African American
Related: About this forumAllure on how to get the Rachel Dolezal look
Last edited Mon Aug 3, 2015, 10:28 PM - Edit history (1)
Because the number one take away from that news story was, hey, why don't the rest of us white women try it?
That sound you hear is the heavy, deeply exasperated sigh from black women around the world who are sick of this garbage behavior from white people. Because Allure was stupid enough to publish the tutorial in the first place, it is unsurprising that theyre stupid enough to now double down on it in a statement to BuzzFeed. Whiteness is intoxicating.
The Afro has a rich cultural and aesthetic history. In this story, we show women using different hairstyles as an individual expressions [sic] of style. Using beauty and hair as a form of self-expression is a mirror of whats happening in our country today. The creativity is limitlessand pretty wonderful.
Hey, Allure, fuck off with your idiotic, sanctimonious bullshit. The blatant cultural appropriation is one thing, but the deep ignorance of these clowns is equally offensive. White people cannot have afros. Period. Full stop. Again, if you are not black, it is not possible that the hair on your head can logically be called an afro, no matter how its styled.
http://jezebel.com/allure-stupidly-defends-their-stupid-afro-tutorial-for-1721865867
Spazito
(50,514 posts)Geez.
JustAnotherGen
(31,937 posts)And again - no words. Except - I believe in being oneself.
Starry Messenger
(32,342 posts)I have lots of words, but don't even know where to start.
BainsBane
(53,093 posts)They sit around the table and discuss these things. No one said, "hey, probably not going to come off well"? Makes you wonder who works at the magazine.
Starry Messenger
(32,342 posts)"Oh, what a fun look!"
This is why ethnic studies programs are crucial, starting in early grades. Also, more diversity in hiring in journalism.
Fashion is one of those things where people work very hard to keep a wall of "value-free" gaze stripped off context, and want it completely unexamined.
Lots of people think fashion and beauty are frivolous and serious people shouldn't pay attention to it, even when it is problematic. But it really needs vigorous critique.
Young people are exposed to it early--I was reading Vogue in 7th grade and you do start comparing yourself.
Amandla Stenberg (Hunger Games) has been calling this out, and she makes the point better than I can: http://www.huffingtonpost.com/2015/04/14/amandla-stenberg-cultural_n_7064420.html
What would America be like if we loved black people as much as we love black culture?

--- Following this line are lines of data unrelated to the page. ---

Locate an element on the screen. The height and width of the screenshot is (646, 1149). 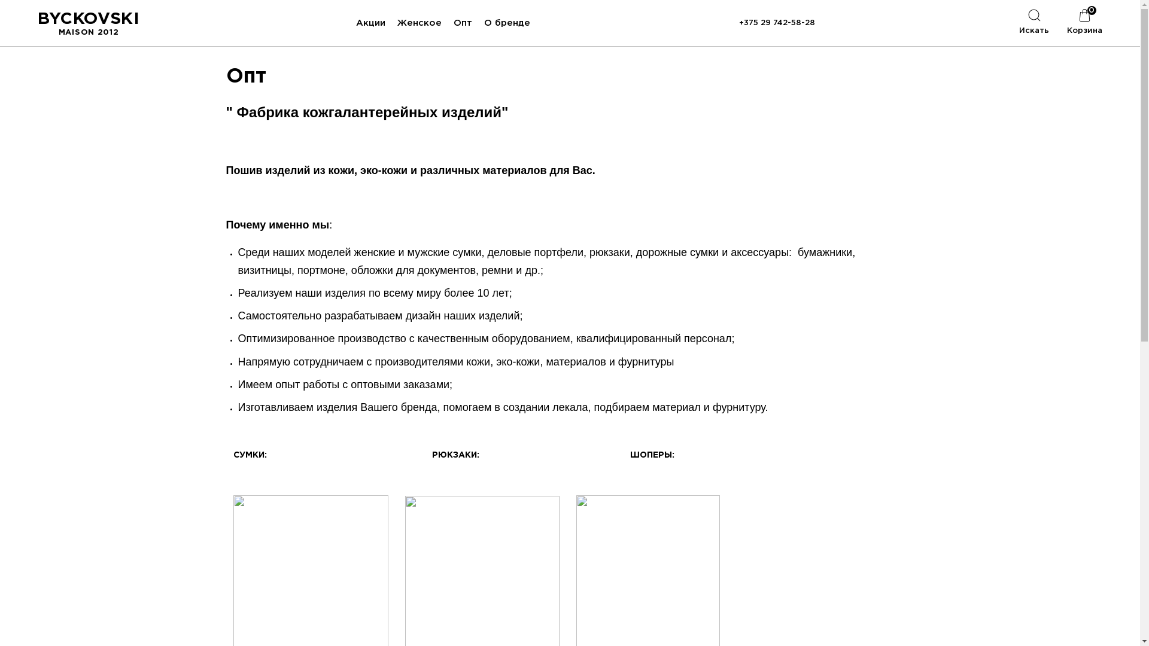
BYCKOVSKI
MAISON 2012 is located at coordinates (89, 23).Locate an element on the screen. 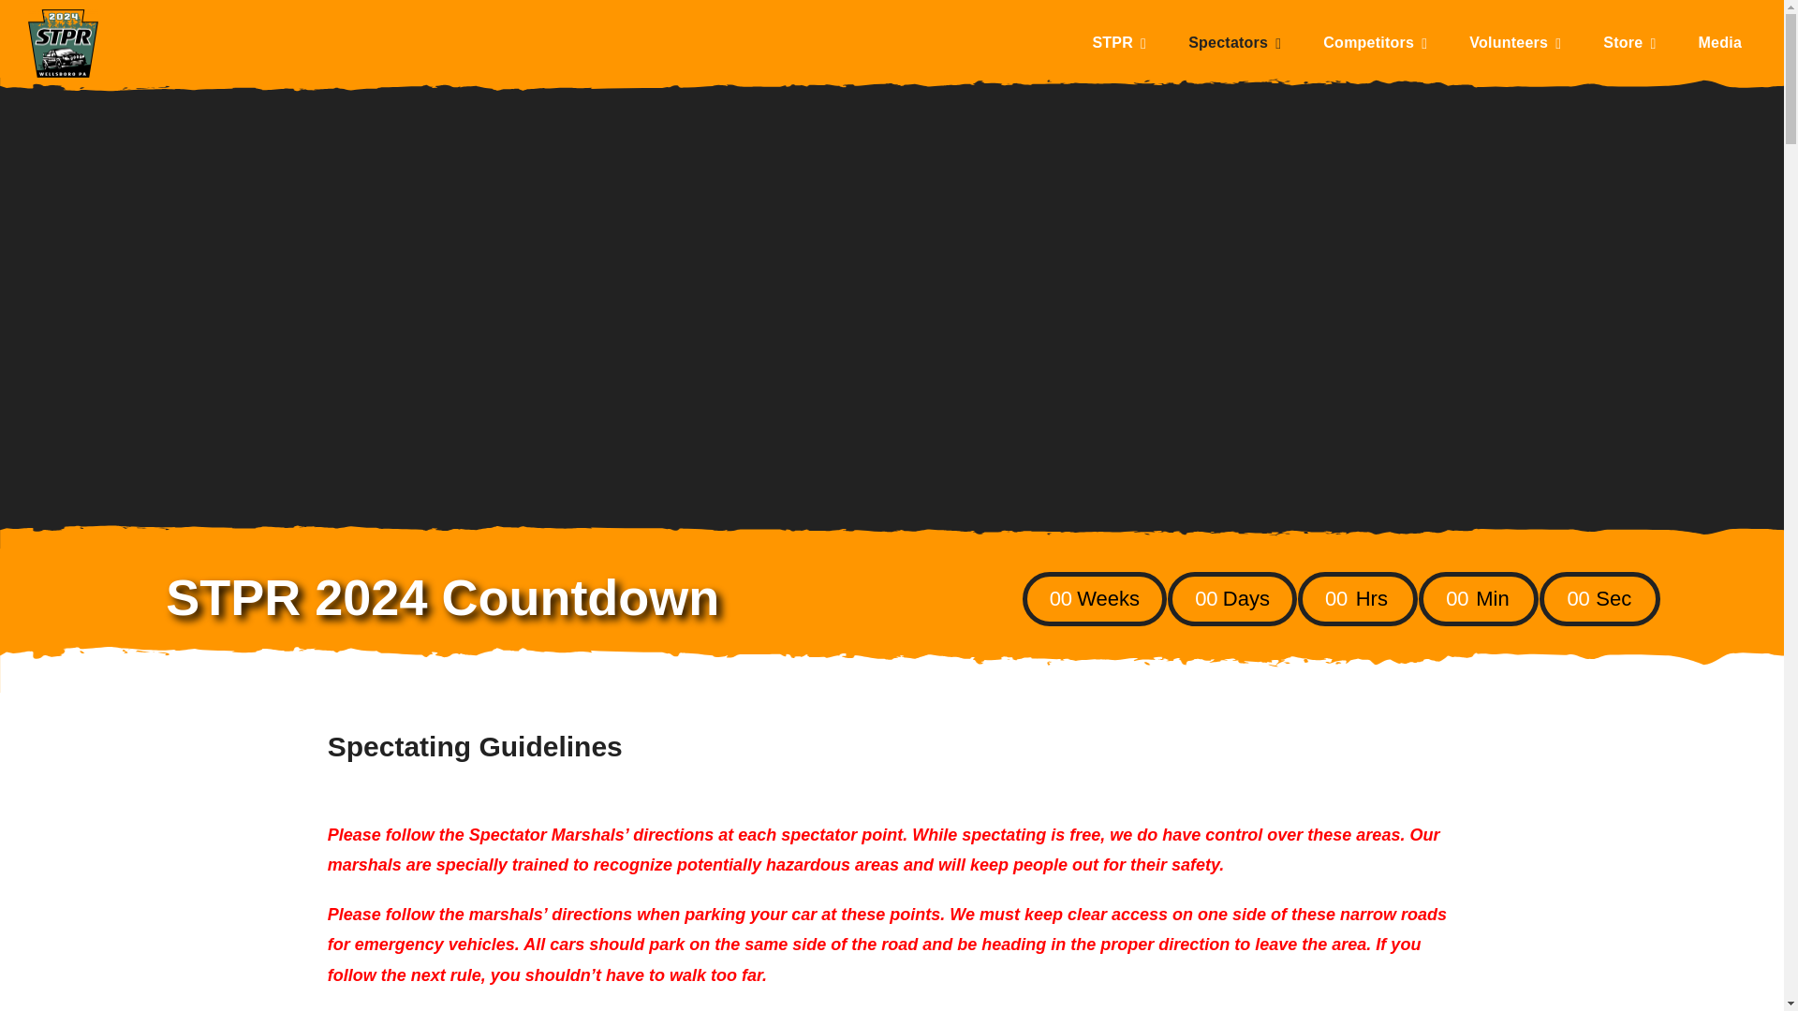 Image resolution: width=1798 pixels, height=1011 pixels. STPR is located at coordinates (1118, 43). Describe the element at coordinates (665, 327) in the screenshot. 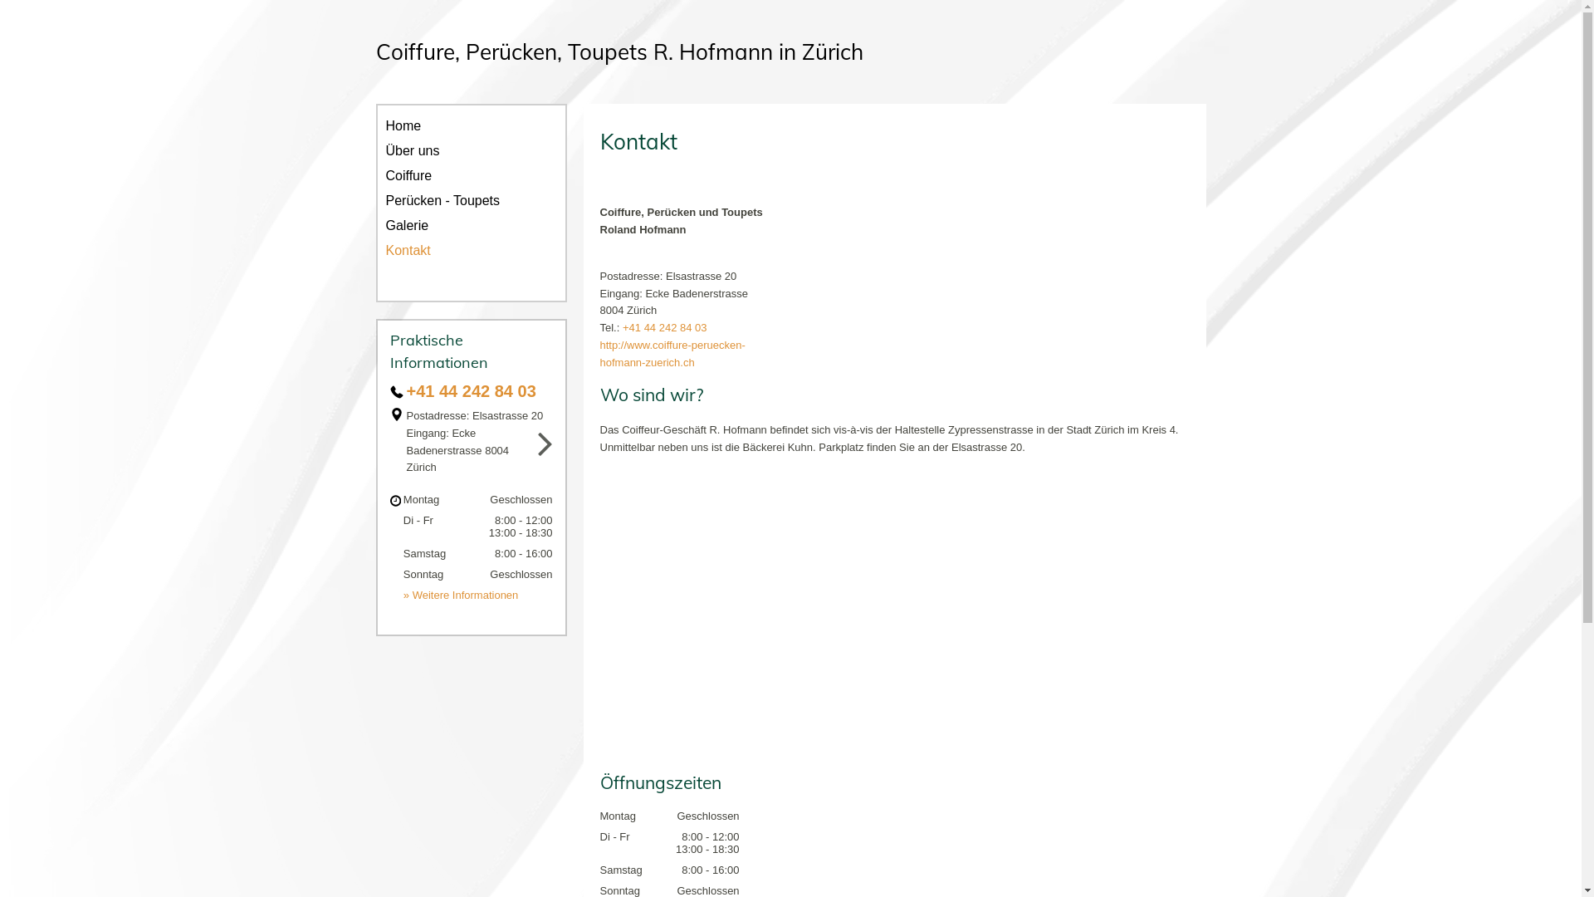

Appropriation occurs when a style leads to racist generalizations or stereotypes where it originated but is deemed as high-fashion, cool or funny when the privileged take it for themselves, Stenberg explains in her video, appropriately titled Dont Cash Crop My Cornrows.
Hip hop stems from a black struggle, it stems from jazz and blues, styles of music African-Americans created to retain humanity in the face of adversity, Stenberg said. On a smaller scale but in a similar vein, braids and cornrows are not merely stylistic. Theyre necessary to keep black hair neat.
Number23
(24,544 posts)That girl is like the daughter I and the entire rest of the world wants.
She has been KILLING the conversations about cultural appropriation lately and she's gotten alot of hate for her efforts in the process.
What would America be like if we loved black people as much as we love black culture?
Question that black people have been asking since FOREVER.
Starry Messenger
(32,342 posts)I got to see her on a panel at a comic book event in SF on MLK day. I wish I'd had half her brains at 16!
Number23
(24,544 posts)As long as they're only on white women, you know.